With rising spending on digital systems across the Global South, which fairness questions stand out most? Researchers examine the full chain rather than single devices. Key issues include power sources for new facilities and the networks required to produce and deliver electricity.

The Lake Turkana wind project in northern Kenya illustrates the point: generation was finished long before lines linked it to the national grid. Focusing only on equipment overlooks the political and economic structures behind such efforts.

Attention also turns to the increasing use of data in development and environmental management. In Indian states such as Punjab and Haryana, growers rely on financial tools and farm applications that collect their information. This data gains value for firms deciding on output, loans and methods. A broad view reveals connections hidden by narrow attention to devices alone.

Some accounts label nations like India as sites where artificial intelligence products are discarded. How does the work counter this view? Political ecology questions simple notions of the state. Policies and conditions vary widely across Indian regions, so uniform descriptions fall short. Scholars must shift between local details and wider patterns while noting specific histories rather than assuming identical experiences everywhere.
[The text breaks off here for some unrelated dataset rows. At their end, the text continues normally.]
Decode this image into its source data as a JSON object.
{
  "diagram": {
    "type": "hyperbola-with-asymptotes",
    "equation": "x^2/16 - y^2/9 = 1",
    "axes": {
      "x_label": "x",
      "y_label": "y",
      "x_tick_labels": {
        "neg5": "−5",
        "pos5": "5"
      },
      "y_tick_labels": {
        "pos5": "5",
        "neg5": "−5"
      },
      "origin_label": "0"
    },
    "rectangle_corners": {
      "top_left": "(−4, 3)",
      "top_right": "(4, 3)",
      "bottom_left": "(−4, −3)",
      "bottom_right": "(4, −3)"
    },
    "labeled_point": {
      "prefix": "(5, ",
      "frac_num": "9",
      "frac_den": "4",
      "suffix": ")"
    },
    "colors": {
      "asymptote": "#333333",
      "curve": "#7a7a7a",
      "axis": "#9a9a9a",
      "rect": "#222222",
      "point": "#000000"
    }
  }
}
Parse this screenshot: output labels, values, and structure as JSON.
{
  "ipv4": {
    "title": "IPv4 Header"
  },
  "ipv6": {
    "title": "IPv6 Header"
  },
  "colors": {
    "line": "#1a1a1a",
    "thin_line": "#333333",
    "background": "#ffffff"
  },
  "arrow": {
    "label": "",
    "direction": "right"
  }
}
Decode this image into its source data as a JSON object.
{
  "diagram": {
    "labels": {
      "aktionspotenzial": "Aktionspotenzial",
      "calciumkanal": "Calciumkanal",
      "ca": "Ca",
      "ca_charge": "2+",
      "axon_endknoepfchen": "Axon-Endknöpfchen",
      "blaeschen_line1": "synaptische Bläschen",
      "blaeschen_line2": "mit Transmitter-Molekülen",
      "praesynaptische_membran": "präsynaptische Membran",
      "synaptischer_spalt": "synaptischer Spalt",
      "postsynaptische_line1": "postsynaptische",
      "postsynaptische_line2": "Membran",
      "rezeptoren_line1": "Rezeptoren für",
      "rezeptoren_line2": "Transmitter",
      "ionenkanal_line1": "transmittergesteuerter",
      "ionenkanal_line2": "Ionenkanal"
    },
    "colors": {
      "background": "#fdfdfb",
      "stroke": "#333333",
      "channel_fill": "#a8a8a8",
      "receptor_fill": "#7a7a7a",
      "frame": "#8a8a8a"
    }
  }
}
What lessons does the record of global waste and extraction offer for the present digital economy? Pollution has long moved toward areas with lower wages and fewer rules, as seen in shipbreaking operations in India, Bangladesh and Pakistan. These arrangements echo earlier unequal relationships in which certain places carry heavier environmental and social burdens. International agreements have sought to address such imbalances, showing that current debates rest on older patterns of production and disposal.

Common misunderstandings surround electronic waste and technology disposal in the Global South. One is that artificial intelligence introduces an entirely fresh issue, when computing has always required hardware, electricity and labor. Another is that communities handling discarded devices act only as victims, whereas older electronics continue to circulate and find new uses.